Both your steaks are Maillard reaction exemplars, charred deliciously over their entire surfaces. Your steak is accurately cooked, your wife’s not quite, coming out medium and consequently too dry. But, then again, filet mignon, which is less fatty than many other cuts, tends to dryness.
The salsa di manzo is tasty but, in your view, needs to be reduced at least 20 per cent more to be more of a syrup, more concentrated in flavour. And you think it would be better with whole green peppercorns, fresh if possible.
Along with your steaks, you get broccolini in a bagna càuda sauce. You love bagna càuda (a fondue of garlic, anchovy and olive oil, sometimes butter and cream) and wear a medical bracelet telling emergency responders to only put bagna càuda in your IV feed. This is a good bagna càuda, but again a bit mild. Broccolini is good, but broccoli rabe (which is distinctly more bitter) would have been better to your taste. You sense a caution in the kitchen to sometimes dial down when you wish they would dial up.
For dessert, the two of you split a dacquoise – a cake made with layers of meringue and whipped cream and, in this case, studded with berries and chocolate – and it’s phenomenal, memorable. It’s your birthday, and four servers come up and sing a birthday song (to be frank, you forget what it was…. you’d been drinking), but it is spirited and fun and you appreciate it.

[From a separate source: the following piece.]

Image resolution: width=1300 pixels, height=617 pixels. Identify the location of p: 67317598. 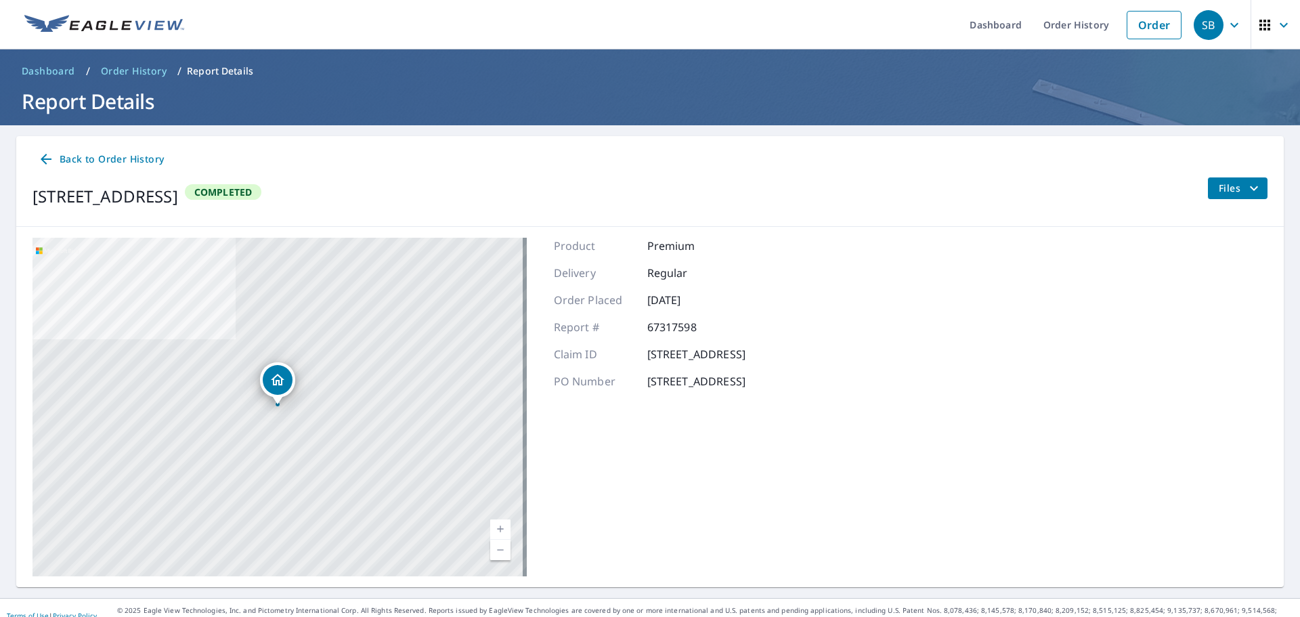
(688, 327).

Though not perfect, the meal was excellent, and – the food, service, decor, fun, all knit together – had just the right heft for a birthday. At $2,989, it wasn’t cheap, but considering the Prosecco, the mid-priced bottle of wine, the outstanding steaks, the handmade pasta, the consistent high quality and the cost of doing business in Hong Kong, the price was fair. You would happily return. Associazione Chianti lives up to its excellent reputation. It is a paragon of Italian cuisine.
Docile from overindulgence, you depart. Good dog.

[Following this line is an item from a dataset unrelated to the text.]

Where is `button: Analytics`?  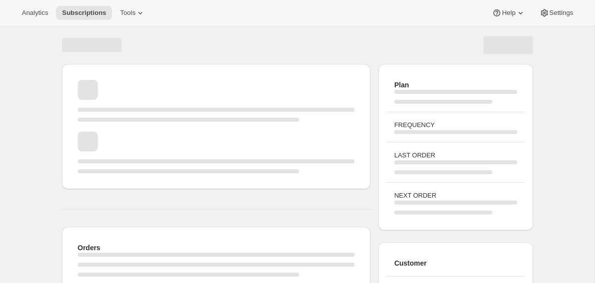 button: Analytics is located at coordinates (35, 13).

Rating (on a scale of 0 to 5)
Food: 4.5
Ambience: 4.5
Service: 4.5
Overall greatness: 4.5
Restaurants are intuitively rated within their particular realms. So Michelin restaurants, pizza places and stand-up sandwich joints are judged against like restaurants, not each other. A 5 for a high-end restaurant is not meant to be the same as a 5 for street food.
From my website, here’s how I rate food: “I believe the quality of a restaurant’s food is vastly more important than any other factor. Even if I love a restaurant’s food, I’m very conservative about giving out 4s or 5s. I reserve 4s for food that is uniformly excellent. Preponderantly excellent tends to get a lower score. 5s are for food that is uniformly stunning.”